The ghost steps into herself, and then
under the water. There are no screams, just a desperate silence.
I have no idea if she will find her
son. If his spirit is trapped by the river. If the river will ever
let them meet or let them go. There are limits to magic. But even so,
I crouch down by the river. Not close, not too close. “Here me,”
I say, and don’t try and hide my power at all. “I am friends with
a fae, Bolsen’s Creek, and she could unmake you in a moment if I
asked it. I know others who could force you, who could bind even your
wild power to their ends. I would rather not have to do this.”
Nothing in the river responds. But I
think, for a moment, that I hear two cries of something that could be
joy sounding far, far under the water. But I cannot be sure. I stand,
slow and tired, and walk back to the motel Dana and I are staying in.
I think about the dead. I think about he living.
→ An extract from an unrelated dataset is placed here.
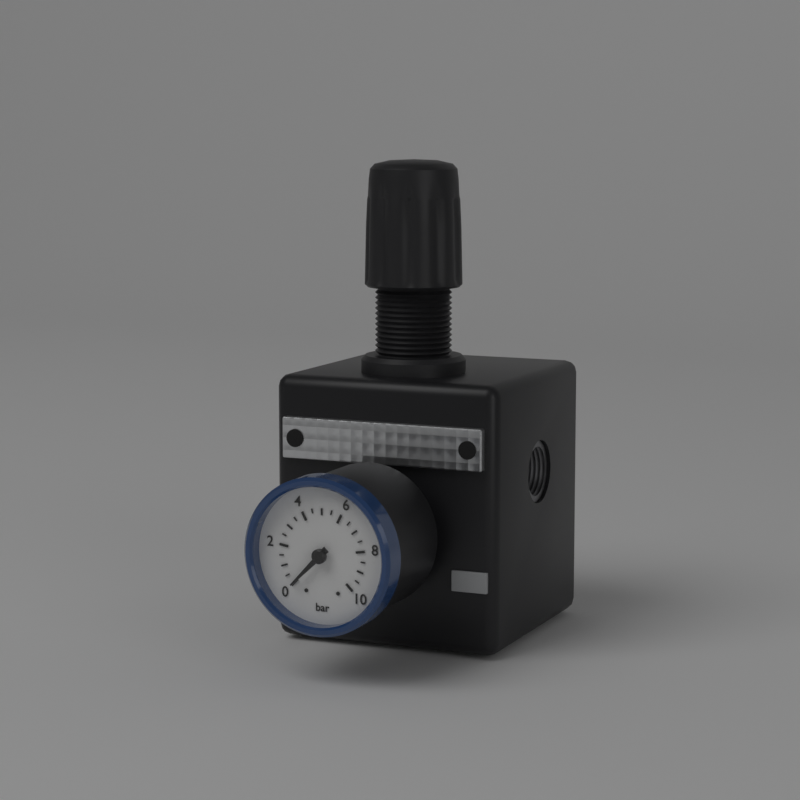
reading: 0.0 bar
And I think it is a
very good thing that magicians do not become ghosts when we die.
Gorgeous, Alcar!
ReplyDeleteOne thing I would like a little clearer about your magician stories, I'm never sure whether the magician is compelling them somehow to talk/answer, or if they are just happy to speak to him... the motivation, I suppose :)
Ah! Yeah, it does get a bit nebulous. In general, though, the magician seldom directly compels answers from people (unless speaking in italics) since it is a negation of free will/agency. Mostly, he uses power to let someone know: 'hey, this is what I am. You can answer me, or we can get direct...' when he has to, but most of the time the entities he contacts are grateful to converse with anyone at all. He can also speak on 'words that can't be ignored' which basically amounts to speaking truths that others can't pretend are untrue, but this seems to be a quirk of him as much as his magic.
DeleteGenerally, when the magician forces others to do things he accrues a 'debt' to the universe that he feels must be repaid at a later date. Whether this debt actually exists or not is an open question; some magicians believe there is no such debt since the universe (and their magic) direct them to fix and repair the universe itself, so that clears up all debts. Which also tends to mean that they're magicians who are more likely to abuse their abilities, which the magician is (in general) terrified of doing lest he end up like the kind of monster his father was.